New York Bands Celebrate 40 Years of the Ramones With a Bowery Tribute

On August 16th, 1974, the Ramones – the founding lineup of Johnny (guitar), Joey (voice), Tommy (drums) and Dee Dee (bass and song count-off) – performed at CBGB, a year-old club on a war-zone stretch of New York’s Bowery, for the first time. By the end of the year, the most important new band in the city since the Velvet Underground was firmly in residence there, pulling the trigger on a revolution in brevity, velocity and distortion that still exhilarates and inspires.
On September 14th of this year, four decades and one month after that Big Bang gig and only a few weeks after Tommy’s death meant the complete passing of that historic quartet, Jesse Malin – the New York vocal spitfire formerly of D Generation and one of the kids changed forever by the Four Horsemen from Queens – opened a marathon anniversary tribute to the band, their songbag and the late CBGB at Bowery Electric, one block north, with a raw mass of cheer and ongoing challenge: “Do You Remember Rock ‘n’ Roll Radio” from 1980’s End of the Century, complete with a braying budget-Spector horn section. Malin also fired two Road to Ruin bullets that underscored the Ramones’ work ethic and contrary purism over their 22 years of struggle, “I Just Want to Have Something to Do” and “I’m Against It.”
Outsiders and Headbangers
On the other end of the night, ex-Dead Boys guitarist Cheetah Chrome wrestled with the Pleasant Dreams mouthful “The KKK Took My Baby Away” and Rocket to Russia‘s “Here Today, Gone Tomorrow,” missing a couple of lines at the mike but giving both songs a fondly rough time on guitar. Then singer Handsome Dick Manitoba and guitarist Ross the Boss of the Ramones’ barely-elder Bronx brothers, the Dictators, took everyone surfing Queens-style in “California Sun” – a 1961 nugget covered by both bands – and “Rockaway Beach.”

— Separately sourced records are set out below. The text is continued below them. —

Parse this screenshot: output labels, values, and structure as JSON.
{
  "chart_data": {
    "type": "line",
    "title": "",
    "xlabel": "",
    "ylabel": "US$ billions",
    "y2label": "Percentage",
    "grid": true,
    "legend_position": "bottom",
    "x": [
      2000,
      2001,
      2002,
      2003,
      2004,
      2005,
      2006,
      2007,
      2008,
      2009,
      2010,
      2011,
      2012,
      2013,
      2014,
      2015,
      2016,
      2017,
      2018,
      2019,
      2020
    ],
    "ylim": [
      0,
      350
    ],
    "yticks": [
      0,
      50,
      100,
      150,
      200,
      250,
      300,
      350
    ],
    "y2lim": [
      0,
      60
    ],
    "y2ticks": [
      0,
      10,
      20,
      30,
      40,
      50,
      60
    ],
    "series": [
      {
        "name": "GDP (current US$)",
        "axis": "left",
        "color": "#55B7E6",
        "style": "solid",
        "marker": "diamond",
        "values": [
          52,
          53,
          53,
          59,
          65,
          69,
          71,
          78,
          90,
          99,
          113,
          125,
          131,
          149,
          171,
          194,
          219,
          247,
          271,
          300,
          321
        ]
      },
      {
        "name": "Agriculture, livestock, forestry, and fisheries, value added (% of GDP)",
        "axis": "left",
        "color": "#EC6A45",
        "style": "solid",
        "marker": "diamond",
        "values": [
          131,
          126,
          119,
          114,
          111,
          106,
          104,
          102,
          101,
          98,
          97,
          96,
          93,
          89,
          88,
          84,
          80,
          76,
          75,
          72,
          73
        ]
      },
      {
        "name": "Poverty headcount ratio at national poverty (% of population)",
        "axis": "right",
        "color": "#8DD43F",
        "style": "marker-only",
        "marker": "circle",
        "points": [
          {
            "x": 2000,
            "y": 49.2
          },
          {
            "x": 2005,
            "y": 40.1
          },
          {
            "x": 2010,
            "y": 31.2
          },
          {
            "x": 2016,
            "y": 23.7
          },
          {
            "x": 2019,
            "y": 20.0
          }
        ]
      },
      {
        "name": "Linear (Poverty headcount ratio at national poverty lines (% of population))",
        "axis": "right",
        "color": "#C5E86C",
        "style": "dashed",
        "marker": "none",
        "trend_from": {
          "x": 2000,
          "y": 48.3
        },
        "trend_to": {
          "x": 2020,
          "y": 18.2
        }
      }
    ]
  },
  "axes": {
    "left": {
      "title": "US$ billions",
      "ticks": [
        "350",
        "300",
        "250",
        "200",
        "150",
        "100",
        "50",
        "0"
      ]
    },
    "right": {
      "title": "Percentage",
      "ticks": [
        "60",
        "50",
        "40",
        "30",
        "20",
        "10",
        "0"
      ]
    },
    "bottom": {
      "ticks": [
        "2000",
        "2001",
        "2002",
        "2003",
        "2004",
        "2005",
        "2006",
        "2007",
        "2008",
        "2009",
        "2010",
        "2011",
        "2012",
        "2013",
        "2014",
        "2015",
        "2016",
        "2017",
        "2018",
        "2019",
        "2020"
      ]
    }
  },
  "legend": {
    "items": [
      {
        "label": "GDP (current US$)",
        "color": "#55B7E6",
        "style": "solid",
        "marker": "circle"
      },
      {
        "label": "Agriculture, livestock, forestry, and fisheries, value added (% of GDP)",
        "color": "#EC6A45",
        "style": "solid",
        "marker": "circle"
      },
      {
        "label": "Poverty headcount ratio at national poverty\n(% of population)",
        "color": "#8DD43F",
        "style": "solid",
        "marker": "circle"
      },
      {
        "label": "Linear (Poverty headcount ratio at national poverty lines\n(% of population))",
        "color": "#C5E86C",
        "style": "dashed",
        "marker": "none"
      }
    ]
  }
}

Another two dozen, local rockers of various generations and tangents repaid their debts of influence, running through classic and deep tracks from the Ramones’ catalog backed by a killer house trio. Bassist Sami Yaffa, originally of the Finnish band Hanoi Rocks, led a romp through “Beat on the Brat”; singer-songwriter Willie Nile put avenging-Dylan octane into “Sheena Is a Punk Rocker”; New York-hardcore veteran George Tabb (Furious George, Roach Motel) did right and hoarse by Dee Dee’s “Wart Hog”; and Steve Conte of the reformed New York Dolls played the first guitar solo of the night, combining throaty, rockabilly twang and hard glam, in the Ramones’ arrangement of Tom Waits’ “I Don’t Want to Grow Up”.

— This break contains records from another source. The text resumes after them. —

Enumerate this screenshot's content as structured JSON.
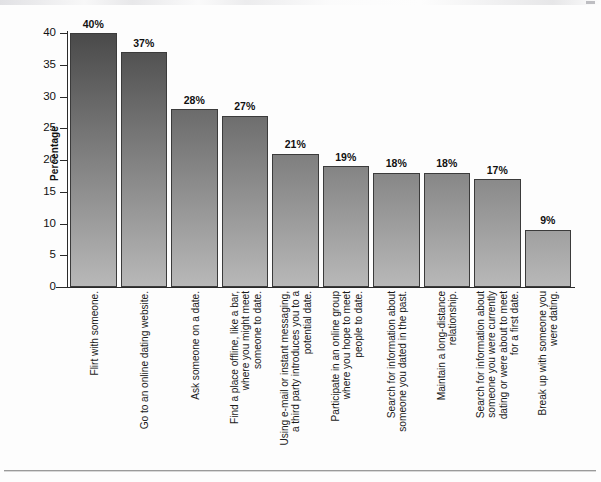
{
  "chart_data": {
    "type": "bar",
    "title": "",
    "subtitle": "",
    "xlabel": "",
    "ylabel": "Percentage",
    "ylim": [
      0,
      40
    ],
    "yticks": [
      0,
      5,
      10,
      15,
      20,
      25,
      30,
      35,
      40
    ],
    "grid": false,
    "legend": null,
    "value_suffix": "%",
    "categories": [
      "Flirt with someone.",
      "Go to an online dating website.",
      "Ask someone on a date.",
      "Find a place offline, like a bar,\nwhere you might meet\nsomeone to date.",
      "Using e-mail or instant messaging,\na third party introduces you to a\npotential date.",
      "Participate in an online group\nwhere you hope to meet\npeople to date.",
      "Search for information about\nsomeone you dated in the past.",
      "Maintain a long-distance\nrelationship.",
      "Search for information about\nsomeone you were currently\ndating or were about to meet\nfor a first date.",
      "Break up with someone you\nwere dating."
    ],
    "values": [
      40,
      37,
      28,
      27,
      21,
      19,
      18,
      18,
      17,
      9
    ],
    "value_labels": [
      "40%",
      "37%",
      "28%",
      "27%",
      "21%",
      "19%",
      "18%",
      "18%",
      "17%",
      "9%"
    ],
    "bar_color_top": "#4a4a4a",
    "bar_color_bottom": "#b9b9b9",
    "bar_border_color": "#3b3b3b",
    "axis_color": "#2a2a2a"
  }
}
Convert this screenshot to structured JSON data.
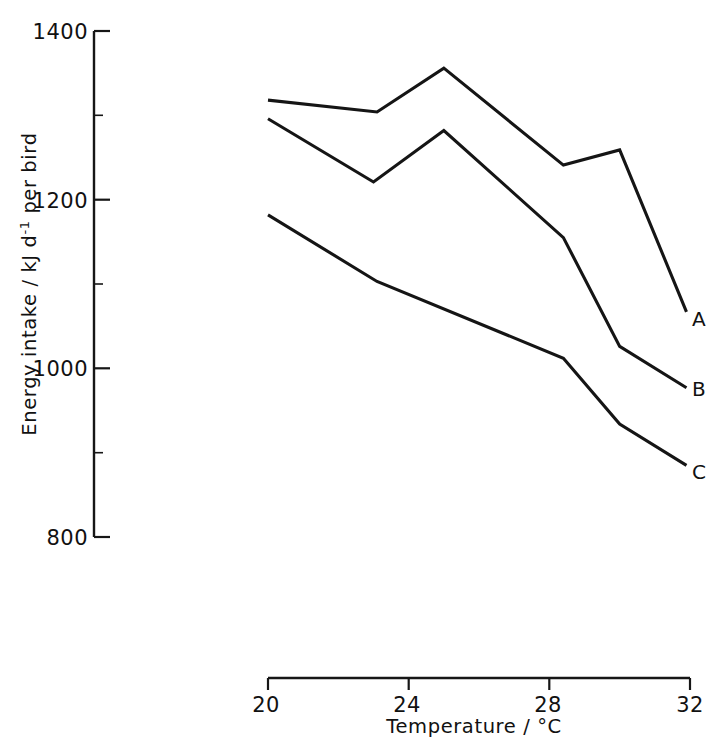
{
  "chart_data": {
    "type": "line",
    "title": "",
    "xlabel": "Temperature / °C",
    "ylabel": "Energy intake / kJ d⁻¹ per bird",
    "ylabel_parts": {
      "before": "Energy intake / kJ d",
      "superscript": "-1",
      "after": " per bird"
    },
    "xlim": [
      20,
      32
    ],
    "ylim": [
      800,
      1400
    ],
    "xticks": [
      20,
      24,
      28,
      32
    ],
    "xtick_labels": [
      "20",
      "24",
      "28",
      "32"
    ],
    "yticks": [
      800,
      1000,
      1200,
      1400
    ],
    "ytick_labels": [
      "800",
      "1000",
      "1200",
      "1400"
    ],
    "yticks_minor": [
      900,
      1100,
      1300
    ],
    "grid": false,
    "legend_position": "line-end-labels",
    "series": [
      {
        "name": "A",
        "label": "A",
        "x": [
          20.0,
          23.1,
          25.0,
          28.4,
          30.0,
          31.9
        ],
        "values": [
          1318,
          1304,
          1356,
          1241,
          1259,
          1067
        ]
      },
      {
        "name": "B",
        "label": "B",
        "x": [
          20.0,
          23.0,
          25.0,
          28.4,
          30.0,
          31.9
        ],
        "values": [
          1296,
          1221,
          1282,
          1155,
          1026,
          977
        ]
      },
      {
        "name": "C",
        "label": "C",
        "x": [
          20.0,
          23.1,
          28.4,
          30.0,
          31.9
        ],
        "values": [
          1182,
          1103,
          1012,
          934,
          885
        ]
      }
    ]
  },
  "axes_geometry": {
    "x_left_px": 268,
    "x_right_px": 690,
    "y_top_px": 31,
    "y_bottom_px": 537,
    "x_axis_y_px": 678,
    "y_axis_x_px": 94
  }
}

Of the relative youngsters, John Gallagher Jr., the Broadway star of Spring Awakening and American Idiot, sang “I Wanna Be Your Boyfriend” with raw sugar and singer Mike Montali and guitarist Jonathon Bonilla of the group Hollis Brown thoroughly enjoyed themselves in “We’re a Happy Family.” There were plenty of women on stage too, reflecting the broader empowerment in the Ramones’ sound and their roots in Sixties girl-group pop. Sienna Scarritt threw herself into “Outsider” like a human grenade; Miriam Linna, a co-founder of Norton Records who first came to New York in the Seventies as the drummer in the Cramps, pulled Joey’s softer side forward in Road to Ruin‘s “Questioningly.”

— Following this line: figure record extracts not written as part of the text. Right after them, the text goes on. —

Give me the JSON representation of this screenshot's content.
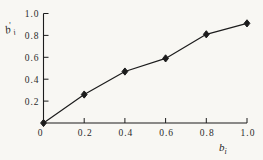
{
  "figure": {
    "background": "#f8f7f3",
    "ink": "#1c1c1c",
    "text_color": "#2a2a2a"
  },
  "labels": {
    "y_base": "b",
    "y_prime": "′",
    "y_sub": "i",
    "x_base": "b",
    "x_sub": "i"
  },
  "chart_data": {
    "type": "line",
    "title": "",
    "xlabel": "bᵢ",
    "ylabel": "b′ᵢ",
    "x": [
      0,
      0.2,
      0.4,
      0.6,
      0.8,
      1.0
    ],
    "series": [
      {
        "name": "b-prime vs b",
        "values": [
          0,
          0.26,
          0.47,
          0.59,
          0.81,
          0.91
        ],
        "marker": "filled-diamond",
        "color": "#1c1c1c"
      }
    ],
    "xlim": [
      0,
      1.0
    ],
    "ylim": [
      0,
      1.0
    ],
    "xticks": {
      "values": [
        0.2,
        0.4,
        0.6,
        0.8,
        1.0
      ],
      "labels": [
        "0.2",
        "0.4",
        "0.6",
        "0.8",
        "1.0"
      ]
    },
    "yticks": {
      "values": [
        0.2,
        0.4,
        0.6,
        0.8,
        1.0
      ],
      "labels": [
        "0.2",
        "0.4",
        "0.6",
        "0.8",
        "1.0"
      ]
    },
    "origin_label": "0",
    "grid": false,
    "legend": null,
    "frame": "L-shape (left and bottom axes only)"
  }
}
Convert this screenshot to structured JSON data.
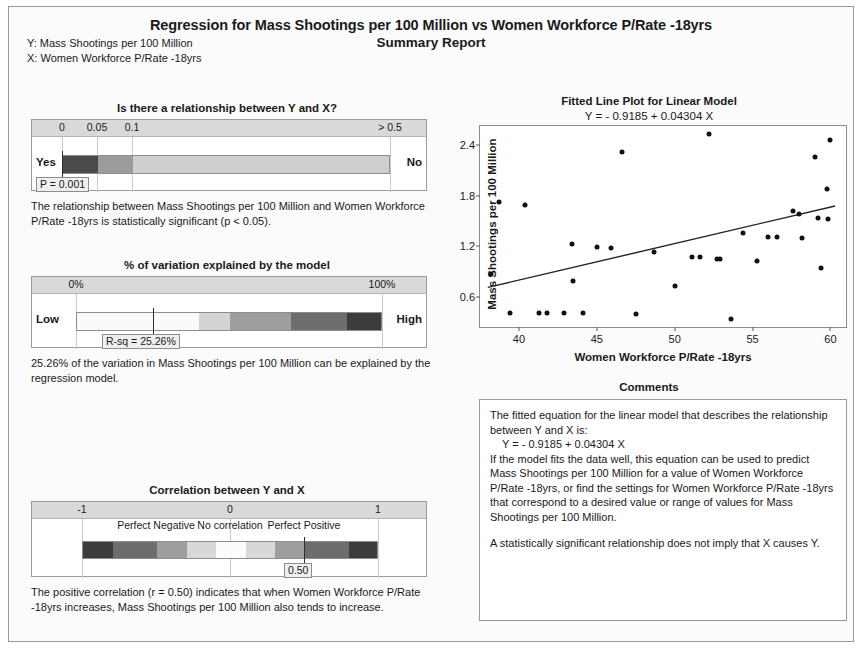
{
  "header": {
    "title": "Regression for Mass Shootings per 100 Million vs Women Workforce P/Rate -18yrs",
    "subtitle": "Summary Report",
    "y_variable": "Y: Mass Shootings per 100 Million",
    "x_variable": "X: Women Workforce P/Rate -18yrs"
  },
  "pvalue_panel": {
    "title": "Is there a relationship between Y and X?",
    "ticks": [
      "0",
      "0.05",
      "0.1",
      "> 0.5"
    ],
    "left_label": "Yes",
    "right_label": "No",
    "callout": "P = 0.001",
    "p_value": 0.001,
    "interpretation": "The relationship between Mass Shootings per 100 Million and Women Workforce P/Rate -18yrs is statistically significant (p < 0.05)."
  },
  "rsq_panel": {
    "title": "% of variation explained by the model",
    "tick_left": "0%",
    "tick_right": "100%",
    "left_label": "Low",
    "right_label": "High",
    "callout": "R-sq = 25.26%",
    "r_squared": 25.26,
    "interpretation": "25.26% of the variation in Mass Shootings per 100 Million can be explained by the regression model."
  },
  "correlation_panel": {
    "title": "Correlation between Y and X",
    "ticks": [
      "-1",
      "0",
      "1"
    ],
    "descriptions": [
      "Perfect Negative",
      "No correlation",
      "Perfect Positive"
    ],
    "callout": "0.50",
    "r_value": 0.5,
    "interpretation": "The positive correlation (r = 0.50) indicates that when Women Workforce P/Rate -18yrs increases, Mass Shootings per 100 Million also tends to increase."
  },
  "comments": {
    "title": "Comments",
    "lines": [
      "The fitted equation for the linear model that describes the relationship between Y and X is:",
      "Y = - 0.9185 + 0.04304 X",
      "If the model fits the data well, this equation can be used to predict Mass Shootings per 100 Million for a value of Women Workforce P/Rate -18yrs, or find the settings for Women Workforce P/Rate -18yrs that correspond to a desired value or range of values for Mass Shootings per 100 Million.",
      "A statistically significant relationship does not imply that X causes Y."
    ]
  },
  "chart_data": {
    "type": "scatter",
    "title": "Fitted Line Plot for Linear Model",
    "subtitle": "Y = - 0.9185 + 0.04304 X",
    "xlabel": "Women Workforce P/Rate -18yrs",
    "ylabel": "Mass Shootings per 100 Million",
    "xlim": [
      37.5,
      61.0
    ],
    "ylim": [
      0.25,
      2.62
    ],
    "xticks": [
      40,
      45,
      50,
      55,
      60
    ],
    "yticks": [
      0.6,
      1.2,
      1.8,
      2.4
    ],
    "grid": false,
    "legend": false,
    "fit_line": {
      "intercept": -0.9185,
      "slope": 0.04304,
      "x_start": 38.0,
      "x_end": 60.3
    },
    "points": [
      {
        "x": 38.2,
        "y": 0.87
      },
      {
        "x": 38.7,
        "y": 1.72
      },
      {
        "x": 39.4,
        "y": 0.42
      },
      {
        "x": 40.4,
        "y": 1.69
      },
      {
        "x": 41.3,
        "y": 0.42
      },
      {
        "x": 41.8,
        "y": 0.42
      },
      {
        "x": 42.9,
        "y": 0.42
      },
      {
        "x": 43.4,
        "y": 1.23
      },
      {
        "x": 43.5,
        "y": 0.79
      },
      {
        "x": 44.1,
        "y": 0.41
      },
      {
        "x": 45.0,
        "y": 1.19
      },
      {
        "x": 45.9,
        "y": 1.18
      },
      {
        "x": 46.6,
        "y": 2.31
      },
      {
        "x": 47.5,
        "y": 0.4
      },
      {
        "x": 48.7,
        "y": 1.13
      },
      {
        "x": 50.0,
        "y": 0.73
      },
      {
        "x": 51.1,
        "y": 1.08
      },
      {
        "x": 51.6,
        "y": 1.07
      },
      {
        "x": 52.2,
        "y": 2.53
      },
      {
        "x": 52.7,
        "y": 1.05
      },
      {
        "x": 52.9,
        "y": 1.05
      },
      {
        "x": 53.6,
        "y": 0.35
      },
      {
        "x": 54.4,
        "y": 1.36
      },
      {
        "x": 55.3,
        "y": 1.03
      },
      {
        "x": 56.0,
        "y": 1.31
      },
      {
        "x": 56.6,
        "y": 1.31
      },
      {
        "x": 57.6,
        "y": 1.62
      },
      {
        "x": 58.0,
        "y": 1.58
      },
      {
        "x": 58.2,
        "y": 1.3
      },
      {
        "x": 59.0,
        "y": 2.25
      },
      {
        "x": 59.2,
        "y": 1.54
      },
      {
        "x": 59.4,
        "y": 0.94
      },
      {
        "x": 59.8,
        "y": 1.88
      },
      {
        "x": 59.85,
        "y": 1.52
      },
      {
        "x": 60.0,
        "y": 2.45
      }
    ]
  }
}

A History That Keeps On Giving
The concert was organized by Bowery Electric proprietors Malin and Diane Gentile (who also sang); proceeds went to Love Hope Strength, a rock & roll charity (co-founded by Mike Peters of the Welsh band the Alarm) that supports cancer-treatment centers and registers bone marrow donors. Joey, Tommy and Johnny Ramone all died of cancer-related illnesses. (For more information, go to lovehopestrength.org)
There were times when the show seemed to be a bigger version of that first Ramones date at CBGB: the fighting pride of a gang of exiles, determined to be heard in a world that isn’t terribly interested. CBGB closed in 2006 and its fabled address, 315 Bowery, is now on the National Register of Historic Places. It is also a John Varvatos clothing store, on a street that has all but surrendered to high-end restaurants, celebrity bars and Whole Foods. The day after this concert, most of the singers and players went back to the hard labor of making music, of being in a rock band, in a city that is a lot different than the one the Ramones knew – less of a mess but one that now charges a much higher price for creative struggle.
But for this night, the Ramones – who called it a day almost 20 years ago, in 1996 – were a still active, vibrant and rejuvenating presence. When Malin, at the very end, gathered every act that could fit onto the stage for a final group race through “Blitzkrieg Bop,” it was the sight and sound of a real family, bonded by history and a determination not to waste it.